For example, take the recent “Sparks of AGI” paper (non-peer-reviewed speculative fiction novella, uploaded to arXiv) from Microsoft Research. The first version of this paper took its definition of ‘intelligence’ from a 1997 WSJ editorial written in support of Herrnstein & Murray’s 1994 The Bell Curve. It appears that none of the authors on “Sparks of AGI” had actually read to the second page of the WSJ editorial, where the overtly racist claims that Black and Latinx people are (on average) less ‘intelligent’ than white people can be found. Once it was pointed out, the “Sparks” authors responded by editing their arXiv novella first to disavow the racism in the 1997 editorial and then to remove the citation altogether. This, of course, left “Sparks” without a definition of the thing it claimed to be seeking (and finding!) in GPT-4 output.

It gets worse, though. Those caught up in the fantasy of ‘AGI’ (‘artificial general intelligence’) and/or ‘ASI’ (‘artificial superhuman intelligence’) imagine that not only are they making machines that can join humans in their ranking on this scale of ‘intelligence’ but that they are creating godlike entities that will supercede humans. They imagine that this could be very good (e.g., Gary Marcus telling Ezra Klein that we need AI to ‘help’ us find a cure for Alzheimer’s or handle climate change) or very bad (AI going rogue and killing us all).

Geoffrey Hinton went on a media tour to ‘sound the alarm’ about AI after quitting Google earlier this year. When a CNN journalist asked if he wished he had stood behind previous whistleblowers such as Timnit Gebru when she was forced out of Google (over the Stochastic Parrots paper), he said that “their concerns aren’t as existentially serious as the idea of these things getting more intelligent than us and taking over.”

Synthetic media creating non-consensual porn is existentially serious to its targets. Automated decision systems denying social benefits are existentially serious to those left without necessary supports. Shotspotter and similar technology that sends police in with the idea they are encountering a live shooter situation are existentially serious to Black and brown in the path of the police. False arrests mediated by face recognition system errors are existentially serious to the people arrested.

Hinton appears to be speaking from a mindset where violence is only worth speaking up over if it would kill off the entire human race. (Though elsewhere he suggests that climate change is an easier problem to solve, and therefore also not as serious?) It seems not irrelevant that Hinton holds enough privilege that he (and people like him) will be unlikely to experience harm from ‘AI’ unless everyone else on the planet does first.

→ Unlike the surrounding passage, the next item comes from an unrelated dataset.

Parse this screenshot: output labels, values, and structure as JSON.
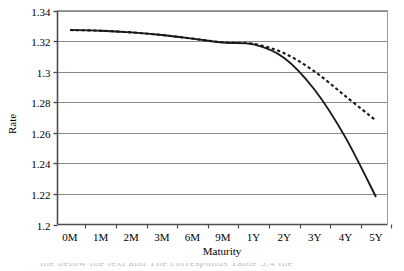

This viewpoint — the focus only on ‘existential risk’, i.e., scenarios where all humans die — is threaded through a very bizarre ideology called ‘Longtermism’ which holds that humanity’s destined future is to live as computer simulations uploaded onto computers running in planets across the galaxy. Proponents of this ideology (who have obviously never worked in IT support) perform a utilitarian computation and argue that the happiness of those future beings (quantified, by pulling numbers of out their asses, as 10⁵⁸), outweighs whatever suffering could possibly befall today’s mere billions of people. All that matters, for them, is that this imagined future be brought about.

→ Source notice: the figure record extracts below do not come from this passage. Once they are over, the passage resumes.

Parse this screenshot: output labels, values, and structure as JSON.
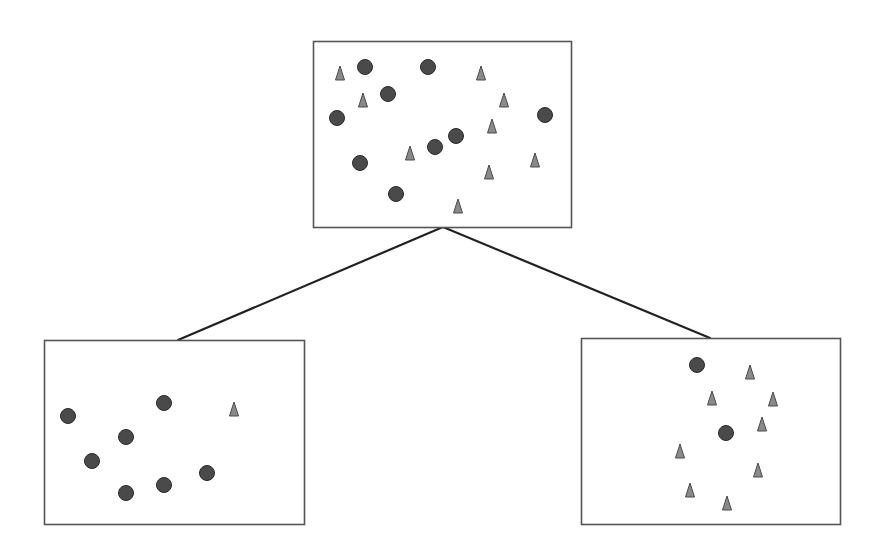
{
  "diagram": {
    "type": "tree-split",
    "colors": {
      "background": "#ffffff",
      "box_border": "#555555",
      "edge": "#222222",
      "circle_fill": "#4a4a4a",
      "circle_stroke": "#2a2a2a",
      "triangle_fill": "#8a8a8a",
      "triangle_stroke": "#4a4a4a"
    },
    "nodes": [
      {
        "id": "parent",
        "box": {
          "x": 313,
          "y": 41,
          "w": 258,
          "h": 186
        },
        "circles": [
          [
            365,
            67
          ],
          [
            428,
            67
          ],
          [
            388,
            94
          ],
          [
            337,
            118
          ],
          [
            545,
            115
          ],
          [
            456,
            136
          ],
          [
            435,
            147
          ],
          [
            360,
            163
          ],
          [
            396,
            194
          ]
        ],
        "triangles": [
          [
            340,
            73
          ],
          [
            363,
            100
          ],
          [
            481,
            73
          ],
          [
            504,
            100
          ],
          [
            492,
            126
          ],
          [
            410,
            153
          ],
          [
            535,
            160
          ],
          [
            489,
            172
          ],
          [
            458,
            206
          ]
        ]
      },
      {
        "id": "left-child",
        "box": {
          "x": 44,
          "y": 340,
          "w": 260,
          "h": 184
        },
        "circles": [
          [
            68,
            416
          ],
          [
            164,
            403
          ],
          [
            126,
            437
          ],
          [
            92,
            461
          ],
          [
            207,
            473
          ],
          [
            164,
            485
          ],
          [
            126,
            493
          ]
        ],
        "triangles": [
          [
            234,
            409
          ]
        ]
      },
      {
        "id": "right-child",
        "box": {
          "x": 581,
          "y": 338,
          "w": 259,
          "h": 186
        },
        "circles": [
          [
            697,
            365
          ],
          [
            726,
            433
          ]
        ],
        "triangles": [
          [
            750,
            372
          ],
          [
            712,
            398
          ],
          [
            773,
            399
          ],
          [
            762,
            424
          ],
          [
            680,
            451
          ],
          [
            758,
            470
          ],
          [
            690,
            490
          ],
          [
            727,
            503
          ]
        ]
      }
    ],
    "edges": [
      {
        "from": "parent",
        "to": "left-child",
        "x1": 443,
        "y1": 227,
        "x2": 178,
        "y2": 340
      },
      {
        "from": "parent",
        "to": "right-child",
        "x1": 443,
        "y1": 227,
        "x2": 710,
        "y2": 338
      }
    ],
    "shape_sizes": {
      "circle_radius": 7.5,
      "triangle_w": 9,
      "triangle_h": 14
    }
  }
}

It is at this point that I have to reassure the audience that I am not making this up. It’s all nonsense, of course, but it is true that people out there (who furthermore control large amounts of money, though less post-FTX collapse) have articulated and continue to espouse these ideas. In other words, I’m not making this up, but they did.

Timnit Gebru and Émile Torres have done excellent work in tracing what they call the TESCREAL bundle of ideologies, connecting modern work on “AGI” with Longermism and ultimately eugenics. For an accessible overview I highly recommend this talk presented by Gebru at SaTML earlier this year.

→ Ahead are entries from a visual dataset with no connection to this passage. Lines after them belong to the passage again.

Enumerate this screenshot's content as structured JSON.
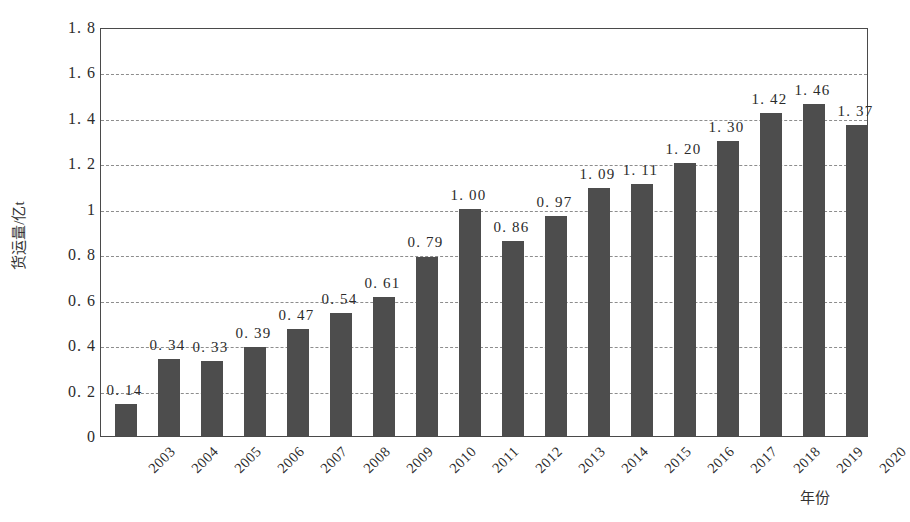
{
  "chart_data": {
    "type": "bar",
    "title": "",
    "subtitle": "",
    "xlabel": "年份",
    "ylabel": "货运量/亿t",
    "categories": [
      "2003",
      "2004",
      "2005",
      "2006",
      "2007",
      "2008",
      "2009",
      "2010",
      "2011",
      "2012",
      "2013",
      "2014",
      "2015",
      "2016",
      "2017",
      "2018",
      "2019",
      "2020"
    ],
    "values": [
      0.14,
      0.34,
      0.33,
      0.39,
      0.47,
      0.54,
      0.61,
      0.79,
      1.0,
      0.86,
      0.97,
      1.09,
      1.11,
      1.2,
      1.3,
      1.42,
      1.46,
      1.37
    ],
    "value_labels": [
      "0. 14",
      "0. 34",
      "0. 33",
      "0. 39",
      "0. 47",
      "0. 54",
      "0. 61",
      "0. 79",
      "1. 00",
      "0. 86",
      "0. 97",
      "1. 09",
      "1. 11",
      "1. 20",
      "1. 30",
      "1. 42",
      "1. 46",
      "1. 37"
    ],
    "ylim": [
      0,
      1.8
    ],
    "y_ticks": [
      0,
      0.2,
      0.4,
      0.6,
      0.8,
      1.0,
      1.2,
      1.4,
      1.6,
      1.8
    ],
    "y_tick_labels": [
      "0",
      "0. 2",
      "0. 4",
      "0. 6",
      "0. 8",
      "1",
      "1. 2",
      "1. 4",
      "1. 6",
      "1. 8"
    ],
    "gridlines_at": [
      0.2,
      0.4,
      0.6,
      0.8,
      1.0,
      1.2,
      1.4,
      1.6
    ],
    "grid": true,
    "legend": "none",
    "bar_color": "#4d4d4d",
    "grid_color": "#8d8d8d",
    "axis_color": "#4a4a4a",
    "background_color": "#ffffff"
  }
}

No point in building bridges

When I laid all of this out to one of the journalists mentioned at the top of this post, she asked me if it was unfair to paint everyone who identifies with the ideas of ‘AI Safety’ with the same brush, to call them all racist. She also asked if I saw any way to build bridges between the two groups outlined above.

Let’s pause for a moment on the idea of it being ‘unfair’ to call someone racist. Frequently in US (and probably other) discourse around race, people behave as though ‘accusations’ of racism are as harmful as racist acts (such as might be described in such ‘accusations’). On the one hand, this acknowledges that racism is bad! So that’s a first step. On the other hand, it completely misses the point. Someone who genuinely wanted to work against racism (and any other system of oppression), upon learning that something they did contributes to (builds on, reinforces) a system of oppression, would be well served to investigate that further and see what needs to be done to stop the harm.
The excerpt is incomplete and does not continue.